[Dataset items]
================
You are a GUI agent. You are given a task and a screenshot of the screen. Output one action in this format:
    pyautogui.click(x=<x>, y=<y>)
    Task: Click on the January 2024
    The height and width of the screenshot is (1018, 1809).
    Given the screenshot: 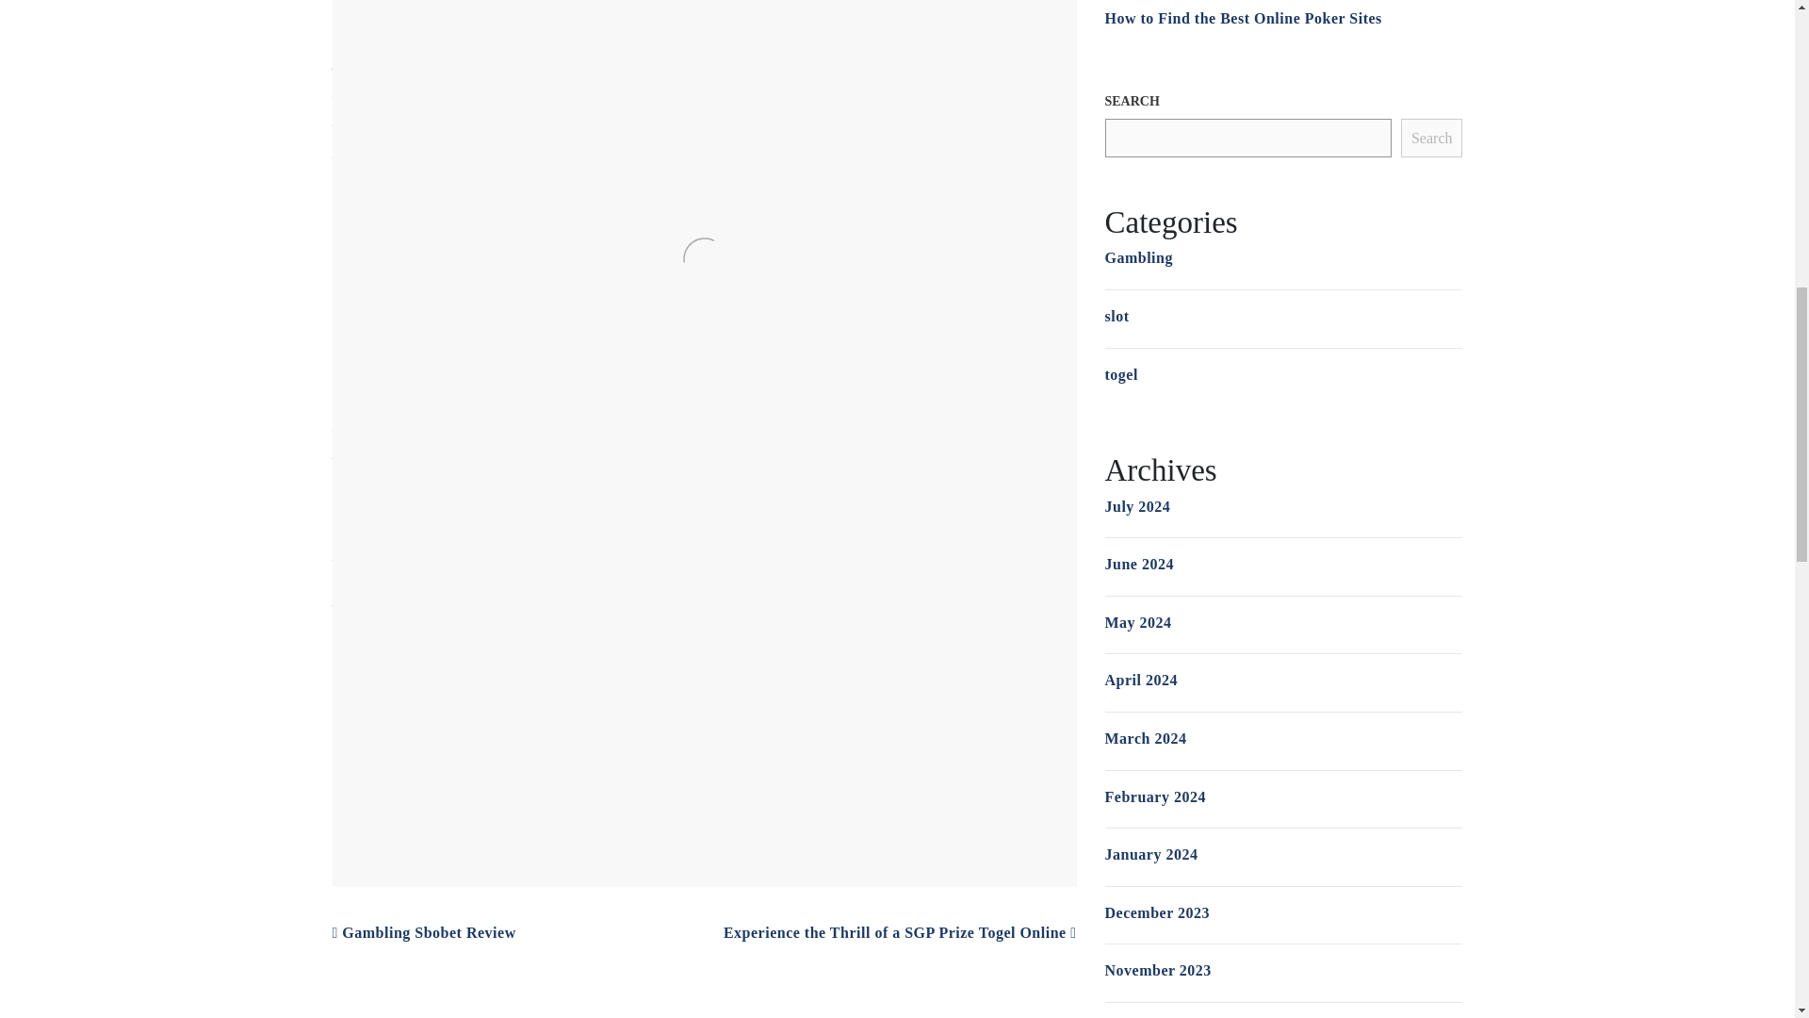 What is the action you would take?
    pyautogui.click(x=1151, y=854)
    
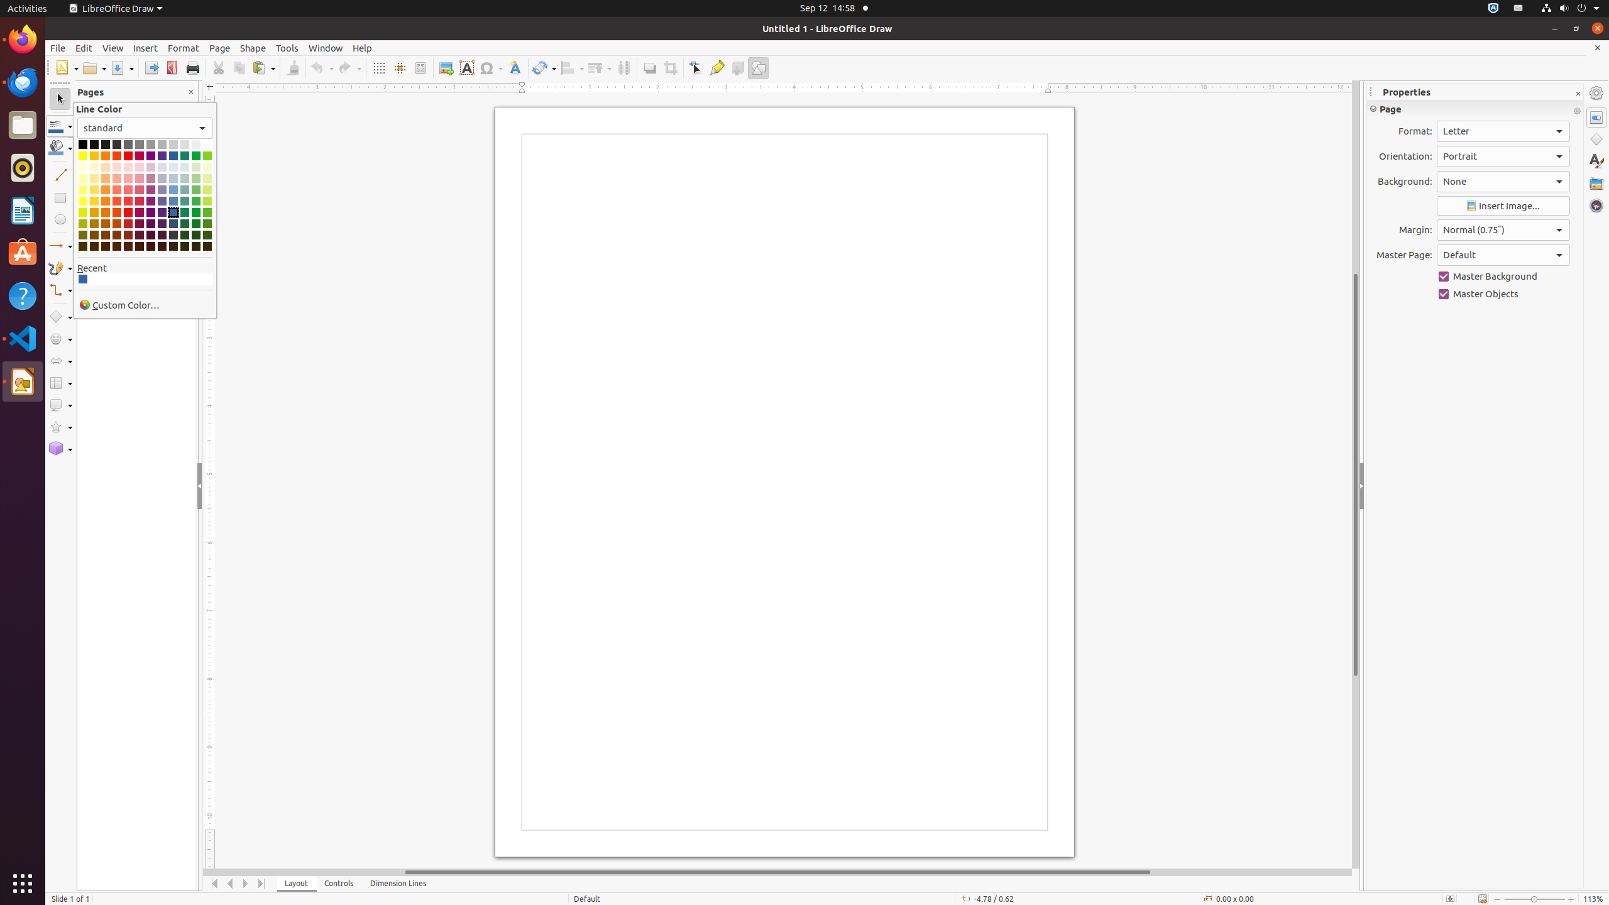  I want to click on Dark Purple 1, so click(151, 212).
================
## Task instructions
In the data above, find the line that contains "The height and", then reproduce exactly every line from the first line through that line.

## Problem solution
You are a GUI agent. You are given a task and a screenshot of the screen. Output one action in this format:
    pyautogui.click(x=<x>, y=<y>)
    Task: Click on the January 2024
    The height and width of the screenshot is (1018, 1809).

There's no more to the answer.